Saturday, August 29, 2020

The GOP "Convention" Was Full Of Propaganda And Lies

If you wanted some truth about what is happening in America, this week's Republican convention was not the place to go. It was nothing more than a festival of lies and propaganda -- portraying Trump as the savior of this country (and Western Civilization).

Here is just part of McKay Coppins described it in The Atlantic:

Americans who tuned in to this week’s Republican National Convention were treated to a slickly produced, four-day dispatch from an alternate reality—one in which the president has defeated the pandemic, healed America’s racial wounds, and ushered in a booming economy. In this carnival of propaganda, Donald Trump was presented not just as a great president, but as a quasi-messianic figure who was single-handedly preventing the nation’s slide into anarchy.

Every presidential-nominating convention is, to a certain extent, an exercise in hype and whitewashing. But Trump’s 2020 convention went further—rewriting the history of his first term with such brazenness that it seemed designed to disorient. The setting of the convention’s final night reinforced the surreality: the made-for-TV stage on the White House’s South Lawn; the cheering, unmasked audience of more than 1,000 standing shoulder to shoulder; the speakers blaring Lee Greenwood’s “God Bless the U.S.A.” loud enough to drown out protesters at the gate. . . .

Many of the Republican strategists I spoke with this week flatly acknowledged that their party was presenting a version of recent events that veered toward fan fiction. But given the bitter mood of the country and the dire state of the race, they said, the campaign’s desperation was understandable. . . .

The rat-a-tat of distortions and conspiracy theories began with Trump’s address to delegates on Monday, when he accused Democrats of trying to rig the election with universal mail-in voting, which he called “the greatest scam in the history of politics.” (It is not.) Later, Representative Steve Scalise of Louisiana claimed that Joe Biden had “embraced the insane mission to defund” the police. (He has not.) Representative Matt Gaetz of Florida warned that Democrats would “disarm you, empty the prisons, lock you in your home, and invite MS-13 to live next door.” (They will not.) And Senator Marsha Blackburn of Tennessee said Democrats wanted to “keep you locked in your house until you become dependent on the government for everything.” (They do not.) . . .

The myth that Trump has already beaten the virus pervaded the convention.

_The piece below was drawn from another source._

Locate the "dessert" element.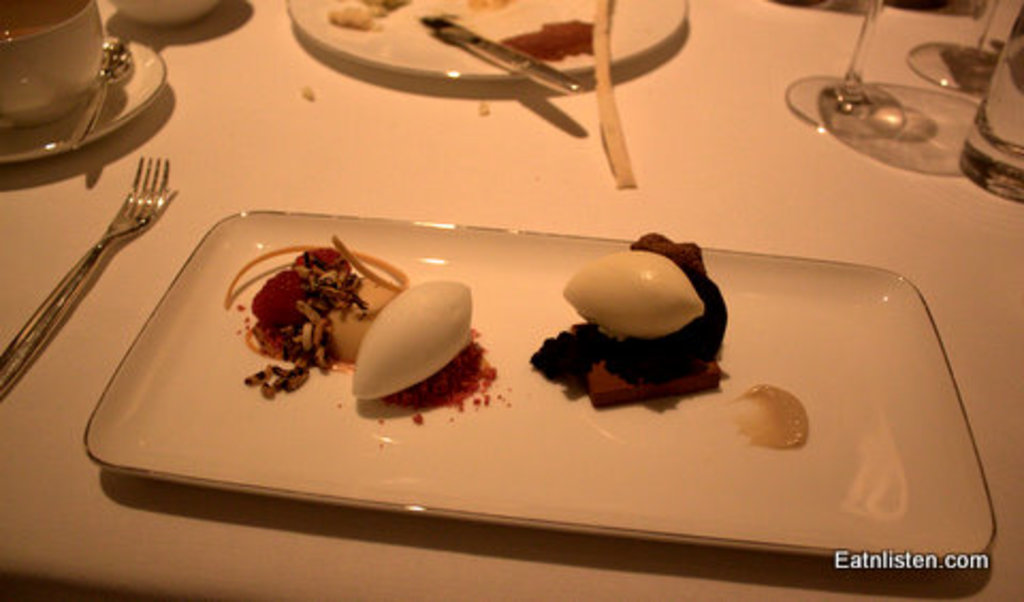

As my colleague Russell Berman has noted, the pandemic was repeatedly referred to in the past tense. “It was awful,” Trump economic adviser Larry Kudlow said in his speech on Tuesday. . . .

Much of the Republican convention seemed to be organized around erasing the national memory of Trump’s bigotry. He presided over a naturalization ceremony. He surprised an ex-felon with a presidential pardon. A slate of Black speakers was invited to say nice things about the president, defend him against accusations of racism, and tout his role in passing a criminal-justice-reform bill.

Of course, in between these feel-good stunts and testimonials were bleak warnings about the “Marxist revolutionary” forces that are wreaking havoc in American cities—and could be coming for you next. The most potent of these segments featured the McCloskeys, an affluent Missouri couple who went viral after pointing guns at Black Lives Matter protesters outside their house in June. “Make no mistake,” Patricia McCloskey told viewers, “no matter where you live, your family will not be safe in the radical Democrats’ America.” Protesters, she said, are “not satisfied with spreading chaos and violence into our communities. They want to abolish the suburbs altogether.” Police brutality—the issue at the heart of this summer’s unrest—received only glancing mentions during the convention. . . .

The programming may have been glossier, softer, more savvily pitched to certain demographics. But the goal seemed the same—not to persuade or convert, but to disorient and demoralize. Americans have spent the past four years watching the Trump presidency unfold, and they are not overwhelmingly impressed by what they’ve seen. His campaign appears determined to make voters second-guess themselves. As the political theorist Hannah Arendt once wrote, the purpose of propaganda “has never been to instill convictions, but to destroy the capacity to form any.”